FriendFeed Needs Trackback

The success of distributed commenting systems such as Disqus, Intense Debate, and most famously, FriendFeed have generated a heated debate over if we should let discussions break out all over the place in small pockets or try to gather them all together in context with the source material so that everyone can benefit from a collective debate.

On the one hand, you have those that encourage everyone to “go with the flow” and let discussions take place inline, wherever convenient. Duncan Riley falls in this camp with his post last week about Blogging 2.0.

On the other, you have those that want to pull the discussion back into context. If it’s a blog post, they would like to see these distributed pools of discussion pulled back together under the original blog post. Fred Wilson falls into this camp with his post today, Leaving the Instigator Out.

fredwilson comment

Call me old school but I’m with Fred on this one. I think it’s possible to have both cookies – keep discussions distributed but at least tie them together so you’re not logging to sites across the web trying to chase down the latest discussion. The solution is to revive the long forgotten Trackback.

Trackback was developed by the blogging pioneer Six Apart back when blogs expanded beyond a close circle of friends and there was a need for blogs to notify each other when they were expanding on a conversation and moving it to a new venue. The standard practice was that if you wanted to take someone’s idea and expand on it a bit more than would fit comfortably into a comment box, you would post about it on your own blog and trackback to the original post. This would do two things:

  1. send a ping to the original blogger so that he or she would know that you’re expanding on their idea,
  2. add a link in the comments section so that people reading the original post could follow the discussion over to the new blog post

Trackback was a very simple technology but it provided a thread that linked the two posts and brought the readership of both posts together. If you were moving the conversation from one blog to another, sending a trackback ping was the right thing to do, it was common courtesy, an attribution. That link, that attribution, is what has gotten people up in arms. Without this link, both the original blogger and the reader of the original post are cut off from distributed discussions and that just doesn’t seem right or efficient.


## BRIEF
Compute how many lines in the entries below include the string "text". Only the number is wanted.

## DATA SUPPLIED
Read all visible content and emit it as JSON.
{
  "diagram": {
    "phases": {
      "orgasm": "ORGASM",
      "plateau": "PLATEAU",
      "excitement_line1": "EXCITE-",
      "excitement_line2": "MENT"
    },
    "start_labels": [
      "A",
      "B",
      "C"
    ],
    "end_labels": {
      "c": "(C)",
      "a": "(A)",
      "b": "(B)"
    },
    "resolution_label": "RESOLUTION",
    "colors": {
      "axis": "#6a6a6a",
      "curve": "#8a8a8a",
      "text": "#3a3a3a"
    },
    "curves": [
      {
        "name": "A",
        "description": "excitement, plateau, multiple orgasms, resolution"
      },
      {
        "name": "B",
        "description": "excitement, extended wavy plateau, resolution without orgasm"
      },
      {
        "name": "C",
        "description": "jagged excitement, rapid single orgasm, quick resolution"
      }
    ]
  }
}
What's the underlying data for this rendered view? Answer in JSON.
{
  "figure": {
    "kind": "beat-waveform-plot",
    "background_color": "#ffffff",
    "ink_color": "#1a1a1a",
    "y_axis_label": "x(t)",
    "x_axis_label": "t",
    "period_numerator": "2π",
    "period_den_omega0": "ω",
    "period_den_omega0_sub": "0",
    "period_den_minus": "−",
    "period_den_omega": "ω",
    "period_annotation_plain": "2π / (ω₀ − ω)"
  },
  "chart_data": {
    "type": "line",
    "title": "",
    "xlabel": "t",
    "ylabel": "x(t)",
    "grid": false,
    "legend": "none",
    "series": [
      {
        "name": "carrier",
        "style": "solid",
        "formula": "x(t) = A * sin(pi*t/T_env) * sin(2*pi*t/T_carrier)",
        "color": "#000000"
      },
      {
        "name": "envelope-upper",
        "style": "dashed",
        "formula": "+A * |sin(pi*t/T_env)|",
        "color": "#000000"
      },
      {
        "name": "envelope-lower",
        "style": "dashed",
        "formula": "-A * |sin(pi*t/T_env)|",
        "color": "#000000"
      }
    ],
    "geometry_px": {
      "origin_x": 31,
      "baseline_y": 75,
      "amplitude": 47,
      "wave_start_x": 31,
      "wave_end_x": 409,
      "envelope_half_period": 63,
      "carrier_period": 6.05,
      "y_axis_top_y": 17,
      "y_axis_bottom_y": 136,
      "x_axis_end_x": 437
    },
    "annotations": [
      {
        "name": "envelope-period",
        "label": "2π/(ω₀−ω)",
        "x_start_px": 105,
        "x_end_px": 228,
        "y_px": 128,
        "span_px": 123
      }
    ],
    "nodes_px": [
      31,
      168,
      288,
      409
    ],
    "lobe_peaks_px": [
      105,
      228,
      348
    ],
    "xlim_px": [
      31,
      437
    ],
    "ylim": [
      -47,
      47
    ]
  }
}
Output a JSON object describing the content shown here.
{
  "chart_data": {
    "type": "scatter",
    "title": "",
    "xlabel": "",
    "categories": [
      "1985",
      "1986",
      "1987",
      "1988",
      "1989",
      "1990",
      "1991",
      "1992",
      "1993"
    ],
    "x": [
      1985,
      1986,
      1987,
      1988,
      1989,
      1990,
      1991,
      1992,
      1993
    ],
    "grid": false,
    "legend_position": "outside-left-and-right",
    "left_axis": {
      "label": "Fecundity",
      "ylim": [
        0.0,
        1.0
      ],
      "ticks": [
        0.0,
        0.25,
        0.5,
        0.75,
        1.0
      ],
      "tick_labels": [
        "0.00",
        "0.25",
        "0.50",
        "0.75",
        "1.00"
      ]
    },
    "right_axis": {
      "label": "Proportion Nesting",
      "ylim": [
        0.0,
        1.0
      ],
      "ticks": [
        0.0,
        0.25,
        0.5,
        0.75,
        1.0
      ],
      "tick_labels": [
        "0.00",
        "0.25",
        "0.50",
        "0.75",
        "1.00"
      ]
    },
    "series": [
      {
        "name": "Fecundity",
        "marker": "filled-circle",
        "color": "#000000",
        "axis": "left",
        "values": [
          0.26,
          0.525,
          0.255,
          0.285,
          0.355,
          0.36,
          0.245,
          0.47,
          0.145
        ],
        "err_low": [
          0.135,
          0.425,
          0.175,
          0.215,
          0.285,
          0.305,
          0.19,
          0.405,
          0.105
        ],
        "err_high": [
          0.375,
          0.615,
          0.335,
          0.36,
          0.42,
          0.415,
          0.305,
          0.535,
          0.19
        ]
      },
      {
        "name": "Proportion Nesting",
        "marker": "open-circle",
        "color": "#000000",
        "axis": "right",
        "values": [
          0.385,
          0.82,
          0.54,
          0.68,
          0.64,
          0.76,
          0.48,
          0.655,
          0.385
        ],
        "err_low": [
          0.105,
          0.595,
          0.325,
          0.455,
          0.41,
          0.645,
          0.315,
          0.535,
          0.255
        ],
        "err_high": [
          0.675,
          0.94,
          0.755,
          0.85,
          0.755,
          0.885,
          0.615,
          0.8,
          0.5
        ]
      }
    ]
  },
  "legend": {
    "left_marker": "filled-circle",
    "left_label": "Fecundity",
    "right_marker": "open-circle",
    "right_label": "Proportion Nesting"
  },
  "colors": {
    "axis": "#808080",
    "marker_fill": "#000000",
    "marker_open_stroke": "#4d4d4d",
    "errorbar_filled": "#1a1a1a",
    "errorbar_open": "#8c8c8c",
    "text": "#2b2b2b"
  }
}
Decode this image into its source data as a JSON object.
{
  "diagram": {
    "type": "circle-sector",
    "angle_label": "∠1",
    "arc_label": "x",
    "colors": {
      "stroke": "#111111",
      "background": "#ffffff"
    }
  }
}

==

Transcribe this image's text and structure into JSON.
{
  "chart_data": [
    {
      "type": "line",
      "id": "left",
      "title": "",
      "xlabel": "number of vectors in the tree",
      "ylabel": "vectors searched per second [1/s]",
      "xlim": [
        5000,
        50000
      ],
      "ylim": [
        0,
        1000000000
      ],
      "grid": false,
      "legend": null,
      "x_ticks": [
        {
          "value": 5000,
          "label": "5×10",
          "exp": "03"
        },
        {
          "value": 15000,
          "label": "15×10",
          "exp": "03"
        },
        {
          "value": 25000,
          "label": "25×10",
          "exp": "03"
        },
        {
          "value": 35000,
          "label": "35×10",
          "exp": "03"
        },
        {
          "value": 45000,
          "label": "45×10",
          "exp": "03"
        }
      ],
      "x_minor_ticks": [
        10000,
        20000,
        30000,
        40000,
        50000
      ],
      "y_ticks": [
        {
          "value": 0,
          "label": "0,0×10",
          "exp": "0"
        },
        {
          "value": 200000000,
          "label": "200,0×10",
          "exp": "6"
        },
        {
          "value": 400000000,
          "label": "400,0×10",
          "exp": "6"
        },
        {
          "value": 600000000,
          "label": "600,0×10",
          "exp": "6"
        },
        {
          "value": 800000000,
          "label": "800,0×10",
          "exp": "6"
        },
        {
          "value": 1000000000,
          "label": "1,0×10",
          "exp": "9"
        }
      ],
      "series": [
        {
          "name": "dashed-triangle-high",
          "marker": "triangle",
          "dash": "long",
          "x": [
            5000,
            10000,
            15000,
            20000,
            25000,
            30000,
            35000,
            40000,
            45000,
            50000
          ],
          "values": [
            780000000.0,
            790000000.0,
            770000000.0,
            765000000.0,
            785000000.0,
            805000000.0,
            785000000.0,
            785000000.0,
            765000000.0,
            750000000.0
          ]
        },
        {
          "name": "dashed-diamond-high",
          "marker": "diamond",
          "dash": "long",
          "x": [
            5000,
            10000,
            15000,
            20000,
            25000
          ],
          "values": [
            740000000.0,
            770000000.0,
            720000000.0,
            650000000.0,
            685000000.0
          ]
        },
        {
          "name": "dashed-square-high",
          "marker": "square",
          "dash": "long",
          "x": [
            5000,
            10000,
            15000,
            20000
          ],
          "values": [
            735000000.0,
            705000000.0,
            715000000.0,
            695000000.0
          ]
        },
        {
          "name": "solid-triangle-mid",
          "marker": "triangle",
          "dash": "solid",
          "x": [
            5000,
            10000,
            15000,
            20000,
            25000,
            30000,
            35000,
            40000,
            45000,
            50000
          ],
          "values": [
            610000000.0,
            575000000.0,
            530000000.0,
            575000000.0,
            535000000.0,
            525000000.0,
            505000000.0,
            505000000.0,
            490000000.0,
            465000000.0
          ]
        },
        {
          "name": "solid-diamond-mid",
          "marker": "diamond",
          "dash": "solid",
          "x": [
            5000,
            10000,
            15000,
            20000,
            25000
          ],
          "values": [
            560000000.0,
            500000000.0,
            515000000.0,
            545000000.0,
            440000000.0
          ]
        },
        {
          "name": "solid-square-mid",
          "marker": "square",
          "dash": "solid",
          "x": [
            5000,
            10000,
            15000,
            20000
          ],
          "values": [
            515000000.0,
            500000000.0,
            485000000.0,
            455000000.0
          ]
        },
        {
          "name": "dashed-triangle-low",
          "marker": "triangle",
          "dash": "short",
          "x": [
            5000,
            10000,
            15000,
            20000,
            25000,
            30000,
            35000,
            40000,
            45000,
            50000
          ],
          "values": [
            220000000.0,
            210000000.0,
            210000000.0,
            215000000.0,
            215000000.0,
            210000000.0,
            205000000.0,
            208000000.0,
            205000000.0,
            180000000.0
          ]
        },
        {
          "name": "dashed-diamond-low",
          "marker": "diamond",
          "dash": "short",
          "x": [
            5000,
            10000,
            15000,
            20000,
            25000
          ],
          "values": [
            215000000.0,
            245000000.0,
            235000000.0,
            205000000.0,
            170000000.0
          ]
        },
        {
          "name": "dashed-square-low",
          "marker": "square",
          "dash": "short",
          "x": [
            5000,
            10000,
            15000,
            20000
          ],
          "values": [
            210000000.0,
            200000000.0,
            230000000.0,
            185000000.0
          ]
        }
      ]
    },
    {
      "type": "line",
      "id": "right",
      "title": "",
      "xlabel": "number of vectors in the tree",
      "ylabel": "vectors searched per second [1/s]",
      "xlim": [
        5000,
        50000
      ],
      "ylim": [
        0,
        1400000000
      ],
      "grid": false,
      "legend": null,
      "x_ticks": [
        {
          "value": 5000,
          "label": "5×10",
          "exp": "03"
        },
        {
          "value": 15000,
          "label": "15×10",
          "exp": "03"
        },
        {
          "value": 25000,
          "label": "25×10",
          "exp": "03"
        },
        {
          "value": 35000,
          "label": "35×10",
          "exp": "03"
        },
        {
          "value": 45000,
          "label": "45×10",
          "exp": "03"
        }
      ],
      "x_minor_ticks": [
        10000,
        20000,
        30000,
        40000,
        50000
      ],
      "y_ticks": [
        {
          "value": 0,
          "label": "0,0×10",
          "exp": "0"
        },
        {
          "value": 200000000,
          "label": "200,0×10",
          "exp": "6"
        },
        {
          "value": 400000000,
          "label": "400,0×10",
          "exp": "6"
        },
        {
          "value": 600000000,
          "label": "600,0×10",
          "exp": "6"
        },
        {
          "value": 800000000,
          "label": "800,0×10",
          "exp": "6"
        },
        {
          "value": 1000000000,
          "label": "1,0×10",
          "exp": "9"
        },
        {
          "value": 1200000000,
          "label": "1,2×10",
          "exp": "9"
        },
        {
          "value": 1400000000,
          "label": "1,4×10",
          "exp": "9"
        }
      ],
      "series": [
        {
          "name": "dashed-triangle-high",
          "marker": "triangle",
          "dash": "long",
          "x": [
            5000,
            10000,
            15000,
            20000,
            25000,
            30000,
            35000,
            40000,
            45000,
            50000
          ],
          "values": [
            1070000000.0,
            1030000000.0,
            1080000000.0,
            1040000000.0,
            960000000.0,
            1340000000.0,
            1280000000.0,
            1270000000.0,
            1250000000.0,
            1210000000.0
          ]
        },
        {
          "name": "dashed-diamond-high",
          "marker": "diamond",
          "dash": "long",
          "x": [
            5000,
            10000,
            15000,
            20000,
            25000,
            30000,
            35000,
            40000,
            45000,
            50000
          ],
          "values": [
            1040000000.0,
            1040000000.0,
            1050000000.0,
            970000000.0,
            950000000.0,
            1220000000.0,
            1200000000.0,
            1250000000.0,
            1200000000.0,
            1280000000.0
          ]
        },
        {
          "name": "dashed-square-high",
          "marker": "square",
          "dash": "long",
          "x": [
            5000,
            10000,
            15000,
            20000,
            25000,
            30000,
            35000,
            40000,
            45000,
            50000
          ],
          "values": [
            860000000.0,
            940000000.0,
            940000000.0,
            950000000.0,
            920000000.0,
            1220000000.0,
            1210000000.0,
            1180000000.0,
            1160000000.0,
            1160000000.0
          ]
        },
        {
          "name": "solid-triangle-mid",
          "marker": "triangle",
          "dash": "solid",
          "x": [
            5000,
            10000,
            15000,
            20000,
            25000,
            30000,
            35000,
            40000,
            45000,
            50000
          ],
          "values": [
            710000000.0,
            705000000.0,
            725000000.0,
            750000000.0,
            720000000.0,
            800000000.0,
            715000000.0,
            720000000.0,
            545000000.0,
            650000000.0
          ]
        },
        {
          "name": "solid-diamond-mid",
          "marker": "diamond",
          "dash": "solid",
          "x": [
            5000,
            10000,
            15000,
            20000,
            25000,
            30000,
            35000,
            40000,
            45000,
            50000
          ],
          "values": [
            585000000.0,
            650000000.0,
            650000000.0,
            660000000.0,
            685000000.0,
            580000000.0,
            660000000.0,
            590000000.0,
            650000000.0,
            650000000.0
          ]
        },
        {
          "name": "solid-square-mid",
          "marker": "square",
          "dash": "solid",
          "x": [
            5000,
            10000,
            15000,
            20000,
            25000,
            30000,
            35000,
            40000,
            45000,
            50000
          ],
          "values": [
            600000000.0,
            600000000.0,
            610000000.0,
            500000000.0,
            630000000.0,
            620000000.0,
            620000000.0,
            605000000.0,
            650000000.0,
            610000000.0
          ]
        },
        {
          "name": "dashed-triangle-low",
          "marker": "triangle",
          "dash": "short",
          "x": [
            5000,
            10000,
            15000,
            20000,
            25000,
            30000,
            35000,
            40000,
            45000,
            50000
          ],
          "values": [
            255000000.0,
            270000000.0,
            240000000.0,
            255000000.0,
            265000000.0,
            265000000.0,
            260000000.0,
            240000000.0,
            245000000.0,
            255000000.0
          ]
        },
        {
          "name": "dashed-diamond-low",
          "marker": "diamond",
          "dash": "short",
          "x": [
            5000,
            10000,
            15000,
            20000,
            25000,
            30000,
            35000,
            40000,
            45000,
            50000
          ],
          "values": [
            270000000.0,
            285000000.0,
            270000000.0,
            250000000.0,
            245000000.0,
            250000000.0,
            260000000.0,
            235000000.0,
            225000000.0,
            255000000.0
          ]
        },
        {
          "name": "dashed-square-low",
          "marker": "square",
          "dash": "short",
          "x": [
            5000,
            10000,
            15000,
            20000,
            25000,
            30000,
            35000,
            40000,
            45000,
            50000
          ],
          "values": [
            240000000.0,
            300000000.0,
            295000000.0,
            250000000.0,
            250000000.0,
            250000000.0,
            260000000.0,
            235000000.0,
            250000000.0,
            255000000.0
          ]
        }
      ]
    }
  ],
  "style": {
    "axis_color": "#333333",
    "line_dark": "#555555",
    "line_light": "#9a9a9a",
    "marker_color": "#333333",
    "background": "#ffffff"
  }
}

...

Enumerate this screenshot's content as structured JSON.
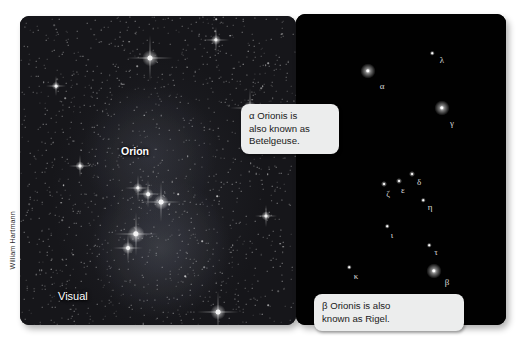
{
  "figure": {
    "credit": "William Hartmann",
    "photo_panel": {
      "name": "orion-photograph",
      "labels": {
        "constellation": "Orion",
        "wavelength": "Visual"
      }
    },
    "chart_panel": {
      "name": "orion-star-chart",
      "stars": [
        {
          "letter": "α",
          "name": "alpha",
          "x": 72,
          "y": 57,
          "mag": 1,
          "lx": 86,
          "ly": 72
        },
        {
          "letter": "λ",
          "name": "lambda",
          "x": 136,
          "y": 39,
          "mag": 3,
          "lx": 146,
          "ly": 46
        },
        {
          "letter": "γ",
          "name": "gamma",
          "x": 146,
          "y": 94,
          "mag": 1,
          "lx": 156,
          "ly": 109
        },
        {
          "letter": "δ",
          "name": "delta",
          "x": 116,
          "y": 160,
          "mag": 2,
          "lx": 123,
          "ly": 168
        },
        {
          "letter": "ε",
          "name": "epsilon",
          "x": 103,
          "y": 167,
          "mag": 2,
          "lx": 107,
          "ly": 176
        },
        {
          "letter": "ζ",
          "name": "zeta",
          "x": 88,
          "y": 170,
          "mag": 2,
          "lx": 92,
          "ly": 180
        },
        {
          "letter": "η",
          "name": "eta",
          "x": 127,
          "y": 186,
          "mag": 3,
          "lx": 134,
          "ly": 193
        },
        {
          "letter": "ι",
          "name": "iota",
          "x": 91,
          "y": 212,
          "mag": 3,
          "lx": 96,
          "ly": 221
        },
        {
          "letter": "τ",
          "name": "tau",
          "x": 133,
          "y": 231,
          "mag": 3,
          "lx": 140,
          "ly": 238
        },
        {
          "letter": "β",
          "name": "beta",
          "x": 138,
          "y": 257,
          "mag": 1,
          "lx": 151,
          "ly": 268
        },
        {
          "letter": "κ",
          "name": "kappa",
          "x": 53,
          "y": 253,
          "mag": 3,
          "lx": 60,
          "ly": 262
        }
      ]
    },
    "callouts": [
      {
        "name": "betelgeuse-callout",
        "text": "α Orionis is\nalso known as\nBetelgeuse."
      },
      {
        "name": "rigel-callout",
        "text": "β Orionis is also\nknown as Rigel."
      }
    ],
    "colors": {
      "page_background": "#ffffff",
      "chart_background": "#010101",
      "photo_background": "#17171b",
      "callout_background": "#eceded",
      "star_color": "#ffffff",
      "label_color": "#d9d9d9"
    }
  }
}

## SOLUTION FOR THIS EXERCISE
5